There is no pressure for U.S. energy major ExxonMobil to leave Russia's Sakhalin-1 oil and gas project, Yuri Trutnev, Deputy Prime Minister and Presidential Envoy to Russia's far east, said.
Exxon, which operates and owns a 30 percent stake in Sakhalin-1, in Russia's far east, has been in a tax dispute with Russian authorities over the project, fuelling concerns that it could decide to leave its only producing asset in Russia.
"It depends on Exxon, no one is taking any action to oust the company out of the project," Trutnev said in an interview for the Reuters Russia Investment summit, when asked whether there are risks that Exxon may leave the project.
In April, Exxon lodged a claim against Russia at the Stockholm arbitrage court as part of a tax dispute over Sakhalin-1, which Russia calls "one of our best" projects.
According to Trutnev, the project "is more than profitable" for Exxon and it was clinched on terms "no one is able to get in the Russian Federation now."
Russia's state oil giant Rosneft, also a shareholder in Sakhalin-1, said in June that Exxon's lawsuit was defending "the project's interests in general."
In 2014, the U.S. company halted cooperation with Rosneft in the Arctic due to Western sanctions imposed over Moscow's role in the Ukraine crisis.
Other participants in Sakhalin-1, which is operated under a production-sharing agreement, are Japan's Sodeco and India's ONGC.
Diamonds in Far East
At a time when relations with the West are at their lowest since the Cold War because of the conflict in Ukraine, Russian President Vladimir Putin has made development in the far east the country's priority.
It is underdeveloped, sparsely populated, and remote.
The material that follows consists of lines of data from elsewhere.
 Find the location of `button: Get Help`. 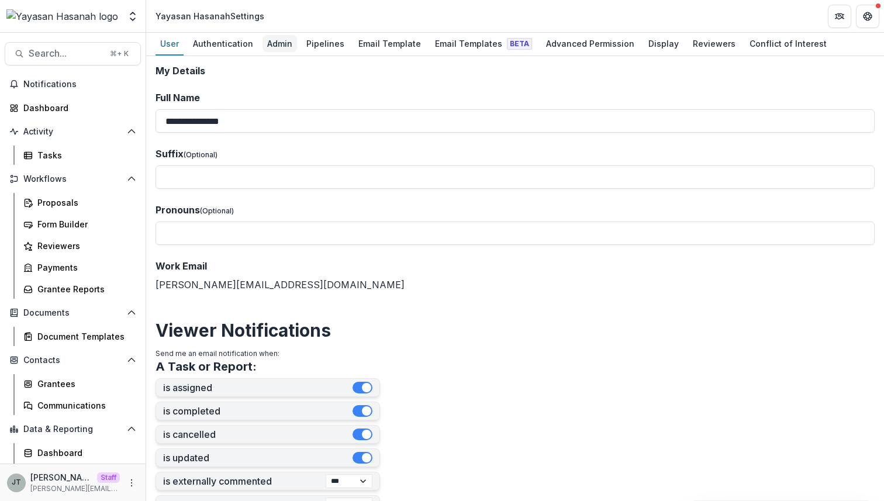

button: Get Help is located at coordinates (867, 16).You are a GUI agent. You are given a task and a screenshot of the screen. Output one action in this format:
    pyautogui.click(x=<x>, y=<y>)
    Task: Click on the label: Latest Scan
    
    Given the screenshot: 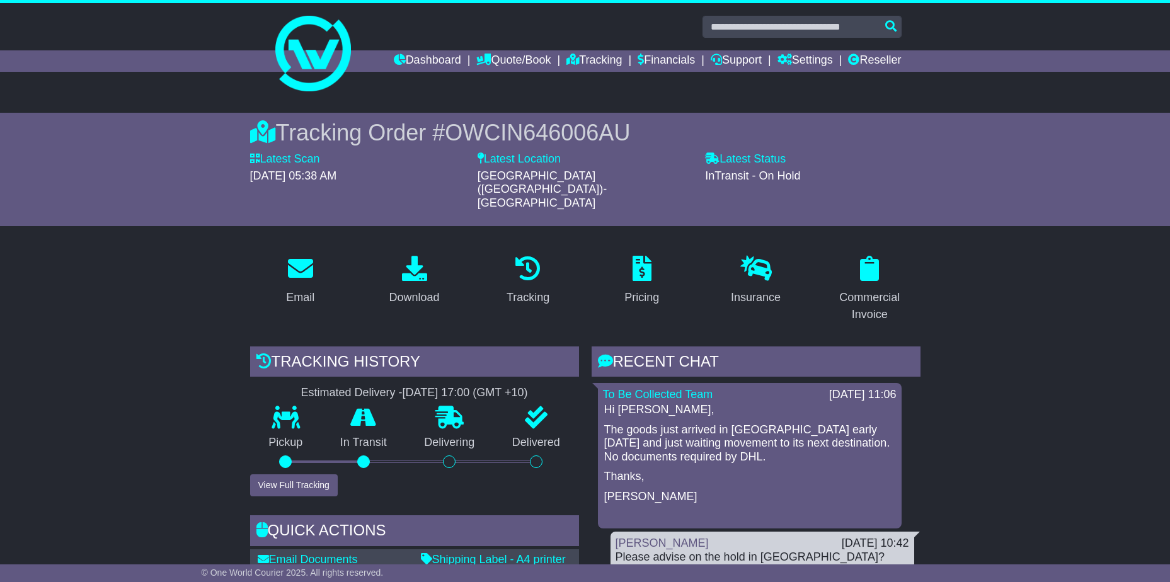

Travelling there by plane from Moscow takes about eight hours -- the same flying time as between Moscow and New York.
The timing for Putin's initiative is not auspicious: the recent turmoil on stock markets in China has raised doubts about the ability of Chinese investors to sink money into the far east, while falling oil prices have left the Russian state with less money to invest.
But Trutnev, 59, a father of five who spends roughly half of his time in Russia's far east, said the turbulence in Chinese stock markets made Russia more, not less, attractive for Chinese investors.
"Crises and market distortions highlight the need for diversification," he said.
However, China is not as active as its neighbours — Japan and South Korea — in investing in the far east, according to Trutnev.
"I should say this honestly: China is our big neighbour, we have friendly relations but in terms of investments the Japanese and (South) Korean investors, for example, are more active. They are faster," Trutnev said. "I don't know why."
One of his ideas to develop the far east is setting up a diamond trading hub in the Pacific port of Vladivostok, hoping that some Asian customers, like China, may switch their diamond purchases from traditional European diamond trading hub Antwerp.
In early October, Russian state-controlled rough diamond monopoly Alrosa should update Trutnev on when the trading may start, he said.
Russia's largest hydropower producer RusHydro, where Trutnev is the board chairman, appointed Nikolay Shulginov as its new head earlier this month.
It was the second major reshuffle at a state firm in two months, after the head of Russian Railways was also removed.
Trutnev said Shulginov has signed a five-year contract and may make "some changes" to Rushydro's strategy, but nothing revolutionary.